CLUBS : All the Right Grooves : B-Side, formerly Shhh! at the Viper Room, has what the customers want, including deejay Scott Oster.
Young promoter Shane Powers debuted Shhh!, a late-night Wednesday dance party at the Viper Room, in March. Things got so raucous, though, that he cranked up the volume and recently changed the name to B-Side.
Powered by deejay Scott Oster--who also works the Lingerie on Tuesdays and the Playroom on Thursdays--this smoldering hump-day funk fest offers a good night of dancing for those who want some midnight aerobics. As with all “sceneâ€-type affairs, the campers don’t really arrive until it’s technically Thursday (though early arrivals are likely to pay a cheaper cover charge) and about that time, the music is an oozing, grooving blend of contemporary hip-hop and ‘70s soul.

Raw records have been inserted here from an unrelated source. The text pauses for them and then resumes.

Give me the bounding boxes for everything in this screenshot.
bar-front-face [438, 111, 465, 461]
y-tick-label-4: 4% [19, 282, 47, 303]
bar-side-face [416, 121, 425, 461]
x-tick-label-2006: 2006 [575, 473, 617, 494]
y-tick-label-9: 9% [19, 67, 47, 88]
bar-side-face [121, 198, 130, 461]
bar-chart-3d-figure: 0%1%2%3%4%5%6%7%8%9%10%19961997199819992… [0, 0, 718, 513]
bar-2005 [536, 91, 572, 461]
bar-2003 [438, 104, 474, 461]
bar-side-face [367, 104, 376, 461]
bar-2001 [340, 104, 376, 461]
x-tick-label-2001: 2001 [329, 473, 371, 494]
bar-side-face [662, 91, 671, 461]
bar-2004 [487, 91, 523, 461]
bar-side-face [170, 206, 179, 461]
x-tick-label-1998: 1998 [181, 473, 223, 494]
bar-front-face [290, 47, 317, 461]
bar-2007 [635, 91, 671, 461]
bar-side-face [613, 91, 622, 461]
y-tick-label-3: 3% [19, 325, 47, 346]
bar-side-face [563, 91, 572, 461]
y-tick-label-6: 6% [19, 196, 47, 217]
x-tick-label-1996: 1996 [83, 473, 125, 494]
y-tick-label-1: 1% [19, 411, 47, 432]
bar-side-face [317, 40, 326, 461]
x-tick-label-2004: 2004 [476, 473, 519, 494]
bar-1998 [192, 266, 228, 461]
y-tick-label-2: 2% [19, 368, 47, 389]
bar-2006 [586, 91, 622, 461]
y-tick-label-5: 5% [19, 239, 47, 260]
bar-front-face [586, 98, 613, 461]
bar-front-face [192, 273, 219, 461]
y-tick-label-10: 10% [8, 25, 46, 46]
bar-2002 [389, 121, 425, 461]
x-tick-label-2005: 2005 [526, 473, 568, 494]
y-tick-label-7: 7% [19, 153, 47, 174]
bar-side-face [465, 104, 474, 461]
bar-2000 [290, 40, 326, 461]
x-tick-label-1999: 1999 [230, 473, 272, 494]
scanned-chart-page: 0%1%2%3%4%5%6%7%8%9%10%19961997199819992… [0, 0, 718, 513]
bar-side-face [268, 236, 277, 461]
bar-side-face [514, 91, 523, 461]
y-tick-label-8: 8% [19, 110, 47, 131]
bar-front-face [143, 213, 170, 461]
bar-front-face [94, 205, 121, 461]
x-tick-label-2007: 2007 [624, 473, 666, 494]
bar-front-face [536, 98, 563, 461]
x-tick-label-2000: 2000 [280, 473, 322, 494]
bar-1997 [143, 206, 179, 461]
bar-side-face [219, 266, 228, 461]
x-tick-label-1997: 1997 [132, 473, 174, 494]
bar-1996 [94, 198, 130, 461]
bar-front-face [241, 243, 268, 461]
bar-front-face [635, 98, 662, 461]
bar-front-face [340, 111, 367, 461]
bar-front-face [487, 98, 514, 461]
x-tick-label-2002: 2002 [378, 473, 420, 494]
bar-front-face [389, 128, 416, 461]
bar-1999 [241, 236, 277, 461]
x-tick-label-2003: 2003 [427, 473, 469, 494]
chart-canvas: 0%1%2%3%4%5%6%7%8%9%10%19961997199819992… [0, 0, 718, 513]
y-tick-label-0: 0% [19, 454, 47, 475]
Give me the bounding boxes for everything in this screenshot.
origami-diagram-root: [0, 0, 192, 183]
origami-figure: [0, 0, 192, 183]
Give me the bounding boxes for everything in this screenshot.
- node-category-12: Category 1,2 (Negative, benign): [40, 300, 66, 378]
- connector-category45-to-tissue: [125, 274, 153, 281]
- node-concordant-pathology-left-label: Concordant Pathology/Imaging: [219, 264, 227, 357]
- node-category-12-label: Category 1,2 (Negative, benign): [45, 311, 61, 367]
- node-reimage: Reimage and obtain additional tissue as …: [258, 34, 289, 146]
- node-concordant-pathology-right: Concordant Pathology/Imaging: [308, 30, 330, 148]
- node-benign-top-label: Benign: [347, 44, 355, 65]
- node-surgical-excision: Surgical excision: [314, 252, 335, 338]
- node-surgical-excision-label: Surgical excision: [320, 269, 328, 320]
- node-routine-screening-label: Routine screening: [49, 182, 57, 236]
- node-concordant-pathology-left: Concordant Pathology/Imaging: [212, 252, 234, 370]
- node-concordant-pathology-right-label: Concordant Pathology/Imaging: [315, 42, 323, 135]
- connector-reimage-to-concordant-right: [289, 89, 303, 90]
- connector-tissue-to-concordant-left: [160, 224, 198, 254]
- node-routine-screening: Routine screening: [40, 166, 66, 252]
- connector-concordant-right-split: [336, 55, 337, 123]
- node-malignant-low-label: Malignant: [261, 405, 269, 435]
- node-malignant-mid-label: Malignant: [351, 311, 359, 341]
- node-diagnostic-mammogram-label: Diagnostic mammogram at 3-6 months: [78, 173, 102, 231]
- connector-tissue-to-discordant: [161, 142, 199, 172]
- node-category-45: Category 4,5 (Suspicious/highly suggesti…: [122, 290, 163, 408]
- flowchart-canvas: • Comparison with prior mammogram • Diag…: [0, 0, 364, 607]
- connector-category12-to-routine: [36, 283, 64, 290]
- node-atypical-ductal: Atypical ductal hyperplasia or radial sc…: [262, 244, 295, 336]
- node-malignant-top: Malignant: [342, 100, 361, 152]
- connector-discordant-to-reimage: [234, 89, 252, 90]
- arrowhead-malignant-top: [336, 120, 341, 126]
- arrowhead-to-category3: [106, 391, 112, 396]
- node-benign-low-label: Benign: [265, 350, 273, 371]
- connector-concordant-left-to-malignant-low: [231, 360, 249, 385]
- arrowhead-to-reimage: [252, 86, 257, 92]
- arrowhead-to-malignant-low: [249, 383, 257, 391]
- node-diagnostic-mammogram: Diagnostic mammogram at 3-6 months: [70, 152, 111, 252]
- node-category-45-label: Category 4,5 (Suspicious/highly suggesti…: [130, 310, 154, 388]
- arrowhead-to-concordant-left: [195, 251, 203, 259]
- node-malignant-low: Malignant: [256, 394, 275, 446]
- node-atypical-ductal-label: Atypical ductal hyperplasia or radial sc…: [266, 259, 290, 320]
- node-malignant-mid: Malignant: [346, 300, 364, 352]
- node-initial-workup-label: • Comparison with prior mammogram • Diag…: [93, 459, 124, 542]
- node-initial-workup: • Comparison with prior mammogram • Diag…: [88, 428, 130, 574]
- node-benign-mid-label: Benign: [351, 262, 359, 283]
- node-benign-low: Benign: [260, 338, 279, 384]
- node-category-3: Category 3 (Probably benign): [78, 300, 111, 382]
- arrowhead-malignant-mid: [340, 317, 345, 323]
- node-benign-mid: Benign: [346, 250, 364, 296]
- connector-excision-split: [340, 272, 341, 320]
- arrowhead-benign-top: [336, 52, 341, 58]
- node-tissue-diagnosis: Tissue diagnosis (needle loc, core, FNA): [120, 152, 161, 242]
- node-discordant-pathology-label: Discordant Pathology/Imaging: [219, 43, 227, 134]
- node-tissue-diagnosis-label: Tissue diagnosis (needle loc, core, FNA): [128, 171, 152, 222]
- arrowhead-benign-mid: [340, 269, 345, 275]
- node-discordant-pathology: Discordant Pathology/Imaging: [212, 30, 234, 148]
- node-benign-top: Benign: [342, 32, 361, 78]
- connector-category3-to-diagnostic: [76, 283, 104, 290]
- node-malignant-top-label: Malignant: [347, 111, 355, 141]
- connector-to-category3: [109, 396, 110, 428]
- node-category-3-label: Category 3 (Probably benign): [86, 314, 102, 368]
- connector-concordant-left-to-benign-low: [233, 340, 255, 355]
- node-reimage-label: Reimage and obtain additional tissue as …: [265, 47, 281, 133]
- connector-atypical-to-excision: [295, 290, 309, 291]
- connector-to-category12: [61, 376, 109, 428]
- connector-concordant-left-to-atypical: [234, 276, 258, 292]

Powers, who worked for promoter Brent Bolthouse for a couple of years before going solo in ‘97, was also behind such dance clubs as Karma at the Opium Den and Purgatory on San Vicente Boulevard. It’s nice to see this up-and-comer graduating to the Sunset Strip. The decision to employ Oster was a wise one; he knows a thing or two about keeping people happy on the dance floor.
From the moment you climb the Viper’s stairwell, you can’t help but get your boogie on. On a recent Wednesday just before midnight, Janet Jackson was breathily crooning, “That’s the way love goes. . . .†By the looks of the dance floor, love was in the air, as couples lapped it up and slinked along to the beat. Oster then switched gears ever so subtly into the head-trip musings of vintage A Tribe Called Quest--always a good choice when you’re trying to inspire some funky flavor. Oster kept dipping back and forth between the more commercial hip-hop of Mase and other Puffy-produced artists and obscure rare groove tracks, all to good effect.
What makes B-Side a scene with at least a modest future in the competitive dance club market is its ability to appeal to a wide-ranging group of club-goers. In an arena that’s often homogenized, B-Side’s appeal stretches beyond the typical Hollywood 20-something set and, instead, hooks in an array of music lovers.
B-Side’s clientele is multiracial, multi-generational (Gen X and Gen Y, anyway) and multi-spasal (there are more than six degrees of separation between those who can dance and those who can’t here). Among B-Side’s admirers are the members of Korn, who showed up about a month ago and didn’t hesitate to get down, and Limp Bizkit’s Fred Durst and girl pal Carmen Electra, who revealed that she can still do the hustle.
All in all, B-Side’s place in the scheme of Hollywood things is somewhere between a whisper and a howl--not exactly a bad position in a club scene that thrives on discreetness and overexposure.